We need smaller class sizes, period. The only way to get smaller class sizes is to hire more teachers and build more schools and classrooms. I understand that this is incredibly costly, so I doubt it’ll happen, but it would make it so much easier for teachers to differentiate learning supports within the content material and also get to know each student on a personal level. 

Perhaps more reasonable requests would be to hire more school counselors and psychologists, provide funding for after-school tutoring or Saturday sessions, provide funding for non-academic extracurriculars, and partner with local non-profits to come in and run a cooking club or a gardening club or a photography course. We could also start scheduling a regular advisory session at least twice a week so students can ease back into socializing with each other in a non-academic environment, with an advisory curriculum that focuses on social-emotional skills such as managing strong emotions, staying motivated, and connecting with peers in healthy ways.
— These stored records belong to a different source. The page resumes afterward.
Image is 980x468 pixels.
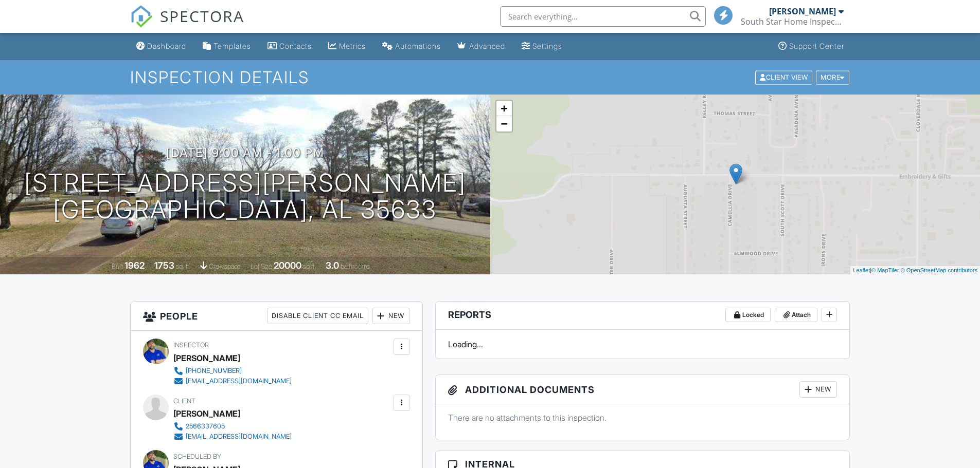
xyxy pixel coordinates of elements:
[871,268,899,273] a: © MapTiler
[186,367,242,375] div: [PHONE_NUMBER]
[436,375,850,404] h3: Additional Documents
[279,41,312,51] div: Contacts
[186,422,225,431] div: 2566337605
[166,146,324,160] h3: [DATE] 9:00 am - 1:00 pm
[176,263,190,271] span: sq. ft.
[303,263,316,271] span: sq.ft.
[147,41,186,51] div: Dashboard
[125,260,144,271] div: 1962
[448,412,838,423] p: There are no attachments to this inspection.
[853,268,870,273] a: Leaflet
[341,263,370,271] span: bathrooms
[267,308,368,325] div: Disable Client CC Email
[173,366,291,376] a: [PHONE_NUMBER]
[497,101,512,116] a: Zoom in
[532,41,562,51] div: Settings
[199,37,255,56] a: Templates
[209,263,241,271] span: crawlspace
[469,41,505,51] div: Advanced
[453,37,510,56] a: Advanced
[130,5,153,28] img: The Best Home Inspection Software - Spectora
[160,5,245,27] span: SPECTORA
[186,432,291,441] div: [EMAIL_ADDRESS][DOMAIN_NAME]
[851,266,980,275] div: |
[24,169,467,224] h1: [STREET_ADDRESS][PERSON_NAME] [GEOGRAPHIC_DATA], AL 35633
[339,41,365,51] div: Metrics
[132,37,190,56] a: Dashboard
[173,421,291,431] a: 2566337605
[130,301,423,331] h3: People
[379,37,445,56] a: Automations (Basic)
[250,263,272,271] span: Lot Size
[173,342,209,349] span: Inspector
[173,453,221,461] span: Scheduled By
[274,260,302,271] div: 20000
[173,351,240,366] div: [PERSON_NAME]
[395,41,441,51] div: Automations
[373,308,410,325] div: New
[186,377,291,386] div: [EMAIL_ADDRESS][DOMAIN_NAME]
[173,376,291,387] a: [EMAIL_ADDRESS][DOMAIN_NAME]
[799,381,837,398] div: New
[901,268,977,273] a: © OpenStreetMap contributors
[263,37,316,56] a: Contacts
[774,37,849,56] a: Support Center
[155,260,174,271] div: 1753
[789,41,844,51] div: Support Center
[326,260,339,271] div: 3.0
[173,406,240,421] div: [PERSON_NAME]
[173,397,196,405] span: Client
[173,431,291,442] a: [EMAIL_ADDRESS][DOMAIN_NAME]
[769,7,836,17] div: [PERSON_NAME]
[741,17,844,27] div: South Star Home Inspections of The Shoals
[500,7,705,27] input: Search everything...
[130,14,245,36] a: SPECTORA
[754,73,815,80] a: Client View
[130,68,851,86] h1: Inspection Details
[816,70,850,84] div: More
[517,37,567,56] a: Settings
[497,116,512,132] a: Zoom out
[111,263,123,271] span: Built
[214,41,251,51] div: Templates
[755,70,812,84] div: Client View
[324,37,370,56] a: Metrics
Tell us about your own experience with school and how it affects your work today.

I’ve always loved school. I moved to Canada from China as a young child, so English was my second language, but I had the most loving and supportive teachers from elementary through middle school who made me feel welcome and at home. We moved again, from Canada to the United States, for the latter half of middle school and high school. I had a terrific experience there as well. My teachers were brilliant, and I had incredible resources available to me. I thrived academically and went to MIT for college, where I had even more resources at my fingertips and was surrounded by literal geniuses. I’ve also tried to give my students access to the same (or similar) resources that I had access to as a teenager: with my principal, I applied for and received a $20,000 grant to start a robotics club. 

My peers, teachers, and professors all inspired me to learn and to love learning, and I bring that love of learning to my classroom every day.

Chalkbeat produced this Pandemic 360 series in partnership with Univision 41.